ASSIGNED TASK: Set down exactly the lines below, starting at the one that contains "Task: Click on the ratio-9-16: 9:16" and ending at the one that contains "This screenshot has width=980, height=465.", with both of those lines included and nothing else.

(Entries taken from a collection)

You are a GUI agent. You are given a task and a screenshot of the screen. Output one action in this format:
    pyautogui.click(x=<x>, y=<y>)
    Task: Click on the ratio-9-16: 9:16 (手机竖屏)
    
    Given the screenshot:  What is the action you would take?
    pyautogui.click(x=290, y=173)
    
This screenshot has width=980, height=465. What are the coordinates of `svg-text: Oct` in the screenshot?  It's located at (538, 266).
==
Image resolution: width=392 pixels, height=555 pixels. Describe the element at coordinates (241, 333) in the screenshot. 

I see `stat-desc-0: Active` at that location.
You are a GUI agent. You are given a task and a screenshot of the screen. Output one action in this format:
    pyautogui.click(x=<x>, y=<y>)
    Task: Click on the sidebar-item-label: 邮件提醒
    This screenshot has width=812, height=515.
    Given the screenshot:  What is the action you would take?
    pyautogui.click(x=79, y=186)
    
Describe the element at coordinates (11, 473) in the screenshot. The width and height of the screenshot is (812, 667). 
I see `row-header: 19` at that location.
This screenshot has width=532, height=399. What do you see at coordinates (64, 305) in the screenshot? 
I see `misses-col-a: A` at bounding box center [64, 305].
==
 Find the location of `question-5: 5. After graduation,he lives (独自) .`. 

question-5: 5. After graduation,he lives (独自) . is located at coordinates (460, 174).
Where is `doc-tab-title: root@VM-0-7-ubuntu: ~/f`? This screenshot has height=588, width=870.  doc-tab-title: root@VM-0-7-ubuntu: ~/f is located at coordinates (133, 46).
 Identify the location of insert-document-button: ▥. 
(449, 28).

RESPONSE TO THE TASK:
    Task: Click on the ratio-9-16: 9:16 (手机竖屏)
    
    Given the screenshot:  What is the action you would take?
    pyautogui.click(x=290, y=173)
    
This screenshot has width=980, height=465. What are the coordinates of `svg-text: Oct` in the screenshot?  It's located at (538, 266).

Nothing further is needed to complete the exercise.